More probably the traveller was obliged to share it with a stranger of disagreeable appearance, if not of disposition.

[96] At German ordinaries "every travyler must syt at the ordinary table both master and servant," so that often they were driven to sit with such "slaves" that in the rush to get the best pieces from the common dish in the middle of the table, "a man wold abhor to se such fylthye hands in his dish."[97] Many an eager tourist lay down with small-pox before he had seen anything of the world worth mentioning, or if he gained home, brought a broken constitution with him. The third Lord North was ill for life because of the immoderate quantities of hot treacle he consumed in Italy, to avoid the plague.[98]

But it was not really the low material dangers of small-pox, quartain ague, or robbers which troubled the Elizabethan. Such considerations were beneath his heroical temper. Sir Edward Winsor, warned against the piratical Gulf of Malta, writes: "And for that it should not be said an Englishman to come so far to see Malta, and to have turned backe againe, I determined rather making my sepulker of that Golfe."[99] It was the sort of danger that weakened character which made people doubt the benefits of travel.

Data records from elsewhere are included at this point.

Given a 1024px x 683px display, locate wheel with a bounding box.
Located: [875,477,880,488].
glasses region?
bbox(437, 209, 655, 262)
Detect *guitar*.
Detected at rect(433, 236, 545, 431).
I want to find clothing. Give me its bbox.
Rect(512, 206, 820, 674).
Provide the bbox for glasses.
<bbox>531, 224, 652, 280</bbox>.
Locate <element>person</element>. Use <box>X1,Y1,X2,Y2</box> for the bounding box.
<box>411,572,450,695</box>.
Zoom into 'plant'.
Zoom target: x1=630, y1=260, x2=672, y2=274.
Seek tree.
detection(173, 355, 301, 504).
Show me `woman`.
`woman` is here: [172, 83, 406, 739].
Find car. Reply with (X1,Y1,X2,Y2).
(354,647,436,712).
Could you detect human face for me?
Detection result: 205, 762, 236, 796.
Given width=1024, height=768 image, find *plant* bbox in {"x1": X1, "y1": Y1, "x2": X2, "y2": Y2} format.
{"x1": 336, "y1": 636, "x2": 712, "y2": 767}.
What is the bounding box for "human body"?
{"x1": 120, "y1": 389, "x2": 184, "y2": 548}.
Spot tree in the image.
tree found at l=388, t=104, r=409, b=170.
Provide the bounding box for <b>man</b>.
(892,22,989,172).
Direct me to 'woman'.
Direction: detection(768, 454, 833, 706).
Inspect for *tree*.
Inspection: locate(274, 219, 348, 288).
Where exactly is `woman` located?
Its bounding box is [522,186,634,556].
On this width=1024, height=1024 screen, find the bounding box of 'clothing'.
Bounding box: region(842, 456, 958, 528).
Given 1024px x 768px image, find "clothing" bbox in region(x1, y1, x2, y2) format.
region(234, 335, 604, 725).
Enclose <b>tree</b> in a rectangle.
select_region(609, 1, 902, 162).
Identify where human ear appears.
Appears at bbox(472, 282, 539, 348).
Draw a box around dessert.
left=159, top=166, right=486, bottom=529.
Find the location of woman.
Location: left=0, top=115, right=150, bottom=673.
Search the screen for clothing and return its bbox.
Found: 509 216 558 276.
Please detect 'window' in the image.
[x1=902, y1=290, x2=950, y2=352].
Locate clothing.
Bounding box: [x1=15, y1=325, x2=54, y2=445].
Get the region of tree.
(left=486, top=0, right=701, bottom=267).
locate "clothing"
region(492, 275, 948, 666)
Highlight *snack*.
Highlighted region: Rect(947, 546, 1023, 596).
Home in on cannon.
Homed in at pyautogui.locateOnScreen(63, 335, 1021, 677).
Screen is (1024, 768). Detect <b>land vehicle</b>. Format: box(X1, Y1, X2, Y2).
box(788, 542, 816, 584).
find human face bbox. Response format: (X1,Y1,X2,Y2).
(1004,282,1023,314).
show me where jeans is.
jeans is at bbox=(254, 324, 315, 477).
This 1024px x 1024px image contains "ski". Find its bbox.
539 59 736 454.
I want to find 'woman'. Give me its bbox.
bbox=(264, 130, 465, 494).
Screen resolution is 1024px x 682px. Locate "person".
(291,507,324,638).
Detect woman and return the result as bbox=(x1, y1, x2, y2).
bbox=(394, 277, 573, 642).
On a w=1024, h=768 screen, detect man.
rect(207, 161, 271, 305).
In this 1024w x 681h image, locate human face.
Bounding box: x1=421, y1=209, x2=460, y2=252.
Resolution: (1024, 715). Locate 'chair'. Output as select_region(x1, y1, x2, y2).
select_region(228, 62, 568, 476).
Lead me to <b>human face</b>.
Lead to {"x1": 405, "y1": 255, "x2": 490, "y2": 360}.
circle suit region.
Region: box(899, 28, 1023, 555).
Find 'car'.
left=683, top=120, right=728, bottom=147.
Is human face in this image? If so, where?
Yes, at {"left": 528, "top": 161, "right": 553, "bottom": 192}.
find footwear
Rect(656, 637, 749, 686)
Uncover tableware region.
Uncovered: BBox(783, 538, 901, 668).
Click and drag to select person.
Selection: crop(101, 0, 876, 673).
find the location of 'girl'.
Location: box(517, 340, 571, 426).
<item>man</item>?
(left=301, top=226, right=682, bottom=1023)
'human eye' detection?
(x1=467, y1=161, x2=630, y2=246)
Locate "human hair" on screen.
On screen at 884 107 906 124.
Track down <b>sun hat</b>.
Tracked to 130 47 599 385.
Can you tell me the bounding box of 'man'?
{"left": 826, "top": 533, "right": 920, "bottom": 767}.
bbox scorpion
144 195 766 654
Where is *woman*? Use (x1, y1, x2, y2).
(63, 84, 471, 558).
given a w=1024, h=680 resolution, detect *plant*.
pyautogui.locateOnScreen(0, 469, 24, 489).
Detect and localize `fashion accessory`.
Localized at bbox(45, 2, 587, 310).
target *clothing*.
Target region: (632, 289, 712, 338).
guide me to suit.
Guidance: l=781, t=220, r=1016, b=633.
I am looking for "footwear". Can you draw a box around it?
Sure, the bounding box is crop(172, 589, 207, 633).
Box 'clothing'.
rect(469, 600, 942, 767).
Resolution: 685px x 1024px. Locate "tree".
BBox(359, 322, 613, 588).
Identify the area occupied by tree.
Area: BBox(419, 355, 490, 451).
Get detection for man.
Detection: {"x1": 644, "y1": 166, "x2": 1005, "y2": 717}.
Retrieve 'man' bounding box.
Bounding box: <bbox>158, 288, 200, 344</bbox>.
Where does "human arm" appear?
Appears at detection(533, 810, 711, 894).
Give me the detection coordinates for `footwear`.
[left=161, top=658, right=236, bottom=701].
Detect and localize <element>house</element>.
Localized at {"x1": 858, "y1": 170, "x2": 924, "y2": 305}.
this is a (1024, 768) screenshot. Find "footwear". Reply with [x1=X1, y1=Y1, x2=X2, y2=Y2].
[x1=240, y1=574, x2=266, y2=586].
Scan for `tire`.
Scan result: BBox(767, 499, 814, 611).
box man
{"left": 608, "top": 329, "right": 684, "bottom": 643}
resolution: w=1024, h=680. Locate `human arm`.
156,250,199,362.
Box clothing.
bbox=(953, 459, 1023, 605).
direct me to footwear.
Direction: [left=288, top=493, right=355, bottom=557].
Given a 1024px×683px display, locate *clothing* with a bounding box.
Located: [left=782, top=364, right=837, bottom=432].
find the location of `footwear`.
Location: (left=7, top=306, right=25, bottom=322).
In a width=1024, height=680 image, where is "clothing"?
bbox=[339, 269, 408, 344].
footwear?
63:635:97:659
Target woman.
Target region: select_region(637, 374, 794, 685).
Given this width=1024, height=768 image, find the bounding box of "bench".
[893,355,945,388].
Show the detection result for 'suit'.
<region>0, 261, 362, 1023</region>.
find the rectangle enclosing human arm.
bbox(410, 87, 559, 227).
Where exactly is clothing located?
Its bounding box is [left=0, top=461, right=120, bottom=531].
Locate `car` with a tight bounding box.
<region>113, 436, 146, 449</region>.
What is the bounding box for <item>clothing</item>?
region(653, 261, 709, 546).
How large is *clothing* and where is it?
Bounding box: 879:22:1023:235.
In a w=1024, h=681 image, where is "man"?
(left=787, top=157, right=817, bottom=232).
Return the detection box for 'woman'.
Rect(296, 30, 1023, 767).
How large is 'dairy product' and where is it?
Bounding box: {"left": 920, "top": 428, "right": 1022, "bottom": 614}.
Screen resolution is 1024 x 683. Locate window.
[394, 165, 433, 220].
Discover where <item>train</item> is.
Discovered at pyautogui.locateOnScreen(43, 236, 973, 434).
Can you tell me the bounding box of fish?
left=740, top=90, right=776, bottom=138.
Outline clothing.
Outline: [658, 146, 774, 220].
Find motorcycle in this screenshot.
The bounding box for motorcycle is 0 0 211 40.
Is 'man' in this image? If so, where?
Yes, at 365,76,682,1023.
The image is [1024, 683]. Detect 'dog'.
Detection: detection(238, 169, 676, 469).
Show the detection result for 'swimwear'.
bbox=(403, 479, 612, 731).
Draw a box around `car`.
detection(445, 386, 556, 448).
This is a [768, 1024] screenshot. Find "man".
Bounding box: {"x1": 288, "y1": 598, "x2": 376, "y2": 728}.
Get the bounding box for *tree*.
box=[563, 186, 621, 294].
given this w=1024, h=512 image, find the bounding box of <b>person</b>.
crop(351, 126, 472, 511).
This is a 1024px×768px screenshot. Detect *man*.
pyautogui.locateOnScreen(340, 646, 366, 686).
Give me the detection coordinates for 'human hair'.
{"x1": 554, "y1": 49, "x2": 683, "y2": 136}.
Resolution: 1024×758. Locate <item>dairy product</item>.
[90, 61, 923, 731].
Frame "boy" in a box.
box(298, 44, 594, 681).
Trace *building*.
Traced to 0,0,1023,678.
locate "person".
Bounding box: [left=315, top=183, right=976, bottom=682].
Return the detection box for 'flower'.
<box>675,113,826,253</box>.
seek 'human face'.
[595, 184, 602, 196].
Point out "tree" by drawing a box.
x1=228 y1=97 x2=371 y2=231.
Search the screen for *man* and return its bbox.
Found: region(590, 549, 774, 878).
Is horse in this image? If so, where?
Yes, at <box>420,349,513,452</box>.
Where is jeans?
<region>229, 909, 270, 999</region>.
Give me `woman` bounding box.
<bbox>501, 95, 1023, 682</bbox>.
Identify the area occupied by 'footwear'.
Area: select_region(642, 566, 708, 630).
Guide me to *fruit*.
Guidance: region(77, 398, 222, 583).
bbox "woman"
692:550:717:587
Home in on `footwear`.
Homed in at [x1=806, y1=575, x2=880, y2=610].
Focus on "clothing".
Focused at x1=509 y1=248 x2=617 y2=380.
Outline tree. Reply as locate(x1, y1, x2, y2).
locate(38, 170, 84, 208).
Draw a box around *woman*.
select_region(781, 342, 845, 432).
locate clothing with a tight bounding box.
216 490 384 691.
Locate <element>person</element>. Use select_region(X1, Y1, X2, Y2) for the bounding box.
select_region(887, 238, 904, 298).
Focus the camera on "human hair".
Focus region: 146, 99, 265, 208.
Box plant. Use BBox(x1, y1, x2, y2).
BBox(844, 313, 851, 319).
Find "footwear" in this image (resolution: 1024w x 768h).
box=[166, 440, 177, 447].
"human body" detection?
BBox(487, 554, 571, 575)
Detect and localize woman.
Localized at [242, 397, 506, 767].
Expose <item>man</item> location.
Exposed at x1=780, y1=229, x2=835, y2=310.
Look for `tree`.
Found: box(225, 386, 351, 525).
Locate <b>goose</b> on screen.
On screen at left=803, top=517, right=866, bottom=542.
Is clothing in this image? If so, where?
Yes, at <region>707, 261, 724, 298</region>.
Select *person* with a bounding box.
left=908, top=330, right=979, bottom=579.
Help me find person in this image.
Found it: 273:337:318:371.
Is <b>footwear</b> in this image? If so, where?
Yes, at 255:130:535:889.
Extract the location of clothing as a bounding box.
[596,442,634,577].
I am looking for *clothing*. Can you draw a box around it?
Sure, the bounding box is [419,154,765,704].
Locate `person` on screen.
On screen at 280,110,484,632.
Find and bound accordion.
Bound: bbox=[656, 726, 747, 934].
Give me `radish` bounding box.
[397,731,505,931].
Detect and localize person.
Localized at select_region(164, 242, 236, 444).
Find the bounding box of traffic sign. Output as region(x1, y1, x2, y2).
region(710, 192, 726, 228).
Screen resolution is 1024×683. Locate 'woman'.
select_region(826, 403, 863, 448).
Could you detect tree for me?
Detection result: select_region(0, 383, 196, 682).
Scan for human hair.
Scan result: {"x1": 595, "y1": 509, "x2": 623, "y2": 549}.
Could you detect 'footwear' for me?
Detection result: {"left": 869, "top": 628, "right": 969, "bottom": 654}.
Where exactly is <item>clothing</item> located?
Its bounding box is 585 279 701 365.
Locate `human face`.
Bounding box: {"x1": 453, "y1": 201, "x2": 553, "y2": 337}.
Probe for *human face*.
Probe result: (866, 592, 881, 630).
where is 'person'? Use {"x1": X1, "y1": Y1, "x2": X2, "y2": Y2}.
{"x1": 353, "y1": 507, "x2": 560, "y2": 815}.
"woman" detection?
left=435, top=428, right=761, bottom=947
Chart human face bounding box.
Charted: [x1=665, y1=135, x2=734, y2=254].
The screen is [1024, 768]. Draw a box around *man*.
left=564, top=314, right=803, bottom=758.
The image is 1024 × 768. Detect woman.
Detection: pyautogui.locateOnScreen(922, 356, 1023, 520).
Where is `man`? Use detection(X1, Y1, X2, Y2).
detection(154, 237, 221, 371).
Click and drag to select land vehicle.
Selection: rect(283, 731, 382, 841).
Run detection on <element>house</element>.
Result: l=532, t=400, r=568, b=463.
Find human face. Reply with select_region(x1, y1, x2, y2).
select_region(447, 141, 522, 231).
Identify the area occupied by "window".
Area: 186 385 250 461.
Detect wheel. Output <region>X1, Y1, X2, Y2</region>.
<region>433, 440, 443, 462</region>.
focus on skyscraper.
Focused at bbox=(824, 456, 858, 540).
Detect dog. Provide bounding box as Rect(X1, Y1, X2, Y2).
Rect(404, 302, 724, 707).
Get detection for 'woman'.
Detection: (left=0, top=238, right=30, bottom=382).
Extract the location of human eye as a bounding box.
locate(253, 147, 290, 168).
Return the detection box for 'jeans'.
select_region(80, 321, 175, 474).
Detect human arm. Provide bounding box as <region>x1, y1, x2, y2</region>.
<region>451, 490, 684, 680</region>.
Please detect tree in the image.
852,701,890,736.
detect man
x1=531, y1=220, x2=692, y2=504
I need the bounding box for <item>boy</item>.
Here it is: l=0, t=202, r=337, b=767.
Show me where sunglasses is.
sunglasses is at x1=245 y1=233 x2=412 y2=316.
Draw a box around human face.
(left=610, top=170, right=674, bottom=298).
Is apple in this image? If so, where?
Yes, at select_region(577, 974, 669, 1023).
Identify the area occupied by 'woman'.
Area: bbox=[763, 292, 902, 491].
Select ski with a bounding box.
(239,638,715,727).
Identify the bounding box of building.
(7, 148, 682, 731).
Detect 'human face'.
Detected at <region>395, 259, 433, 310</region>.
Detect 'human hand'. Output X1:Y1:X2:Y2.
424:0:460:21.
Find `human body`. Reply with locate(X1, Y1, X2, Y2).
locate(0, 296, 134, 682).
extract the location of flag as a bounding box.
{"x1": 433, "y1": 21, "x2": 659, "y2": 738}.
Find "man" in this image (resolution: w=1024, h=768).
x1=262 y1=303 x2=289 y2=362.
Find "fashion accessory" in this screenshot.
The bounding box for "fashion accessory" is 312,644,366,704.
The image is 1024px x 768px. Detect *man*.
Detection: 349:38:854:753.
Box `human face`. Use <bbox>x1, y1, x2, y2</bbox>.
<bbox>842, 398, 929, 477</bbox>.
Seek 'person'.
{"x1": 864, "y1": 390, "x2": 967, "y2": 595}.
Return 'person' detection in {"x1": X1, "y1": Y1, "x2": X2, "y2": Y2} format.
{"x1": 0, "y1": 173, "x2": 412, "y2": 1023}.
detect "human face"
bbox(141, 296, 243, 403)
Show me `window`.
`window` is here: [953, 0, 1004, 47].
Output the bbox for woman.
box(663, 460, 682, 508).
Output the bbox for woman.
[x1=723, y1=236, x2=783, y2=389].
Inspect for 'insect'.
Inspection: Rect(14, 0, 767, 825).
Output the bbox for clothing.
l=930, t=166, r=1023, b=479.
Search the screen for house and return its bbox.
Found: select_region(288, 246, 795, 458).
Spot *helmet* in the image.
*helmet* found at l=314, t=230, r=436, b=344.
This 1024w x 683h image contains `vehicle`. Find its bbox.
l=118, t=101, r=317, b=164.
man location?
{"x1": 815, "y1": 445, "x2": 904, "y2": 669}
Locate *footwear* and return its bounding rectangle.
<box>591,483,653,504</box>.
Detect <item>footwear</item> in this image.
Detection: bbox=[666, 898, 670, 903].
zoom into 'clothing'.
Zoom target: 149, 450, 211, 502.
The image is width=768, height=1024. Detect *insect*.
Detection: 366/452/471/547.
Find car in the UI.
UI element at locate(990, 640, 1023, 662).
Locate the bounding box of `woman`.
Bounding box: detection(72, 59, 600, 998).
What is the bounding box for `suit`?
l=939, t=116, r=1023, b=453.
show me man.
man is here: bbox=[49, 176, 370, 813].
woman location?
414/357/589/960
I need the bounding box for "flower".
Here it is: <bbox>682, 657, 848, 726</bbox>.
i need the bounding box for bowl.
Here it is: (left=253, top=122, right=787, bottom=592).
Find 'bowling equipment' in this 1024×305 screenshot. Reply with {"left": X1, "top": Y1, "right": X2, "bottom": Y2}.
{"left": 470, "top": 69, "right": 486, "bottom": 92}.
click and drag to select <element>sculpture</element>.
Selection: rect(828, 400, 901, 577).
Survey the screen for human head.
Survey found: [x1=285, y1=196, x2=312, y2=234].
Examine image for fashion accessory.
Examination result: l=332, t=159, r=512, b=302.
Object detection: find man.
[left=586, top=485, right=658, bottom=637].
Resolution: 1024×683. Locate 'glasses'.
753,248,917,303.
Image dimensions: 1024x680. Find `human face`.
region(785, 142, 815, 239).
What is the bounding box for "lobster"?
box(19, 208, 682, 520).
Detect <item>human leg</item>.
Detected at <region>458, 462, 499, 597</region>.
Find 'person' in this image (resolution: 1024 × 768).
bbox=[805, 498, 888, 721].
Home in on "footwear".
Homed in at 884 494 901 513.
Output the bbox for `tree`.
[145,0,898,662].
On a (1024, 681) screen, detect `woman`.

So far we have not mentioned in our description of the books addressed to travellers any of the reminders of the trials of Ulysses, and dark warnings against the "Siren-songs of Italy." Since they were written at the same time with the glowing orations in praise of travel, it might be well to consider them before we go farther.

* * * * *

CHAPTER III

SOME CYNICAL ASPERSIONS UPON THE BENEFITS OF TRAVEL

The traveller newly returned from foreign lands was a great butt for the satirists. In Elizabethan times his bows and tremendous politeness, his close-fitting black clothes from Venice, his French accent, his finicky refinements, such as perfumes and pick-tooths, were highly offensive to the plain Englishman. One was always sure of an appreciative audience if he railed at the "disguised garments and desperate hats" of the "affectate traveller" how; his attire spoke French or Italian, and his gait cried "behold me!" how he spoke his own language with shame and loathing.[100] "You shall see a dapper Jacke, that hath beene but over at Deepe,[101] wring his face round about, as a man would stir up a mustard-pot, and talke English through the teeth, like ... Monsieur Mingo de Moustrap."[102] Nash was one of the best at describing some who had lived in France for half-a-dozen years, "and when they came home, they have hyd a little weerish leane face under a broad French hat, kept a terrible coyle with the dust in the streete in their long cloaks of gray paper, and spoke English strangely. Naught else have they profited by their travell, save learnt to distinguish of the true Burdeaux Grape, and know a cup of neate Gascoygne wine from wine of Orleance; yea, and peradventure this also, to esteeme of the poxe as a pimple, to weare a velvet patch on their face, and walke melancholy with their armes folded."[103]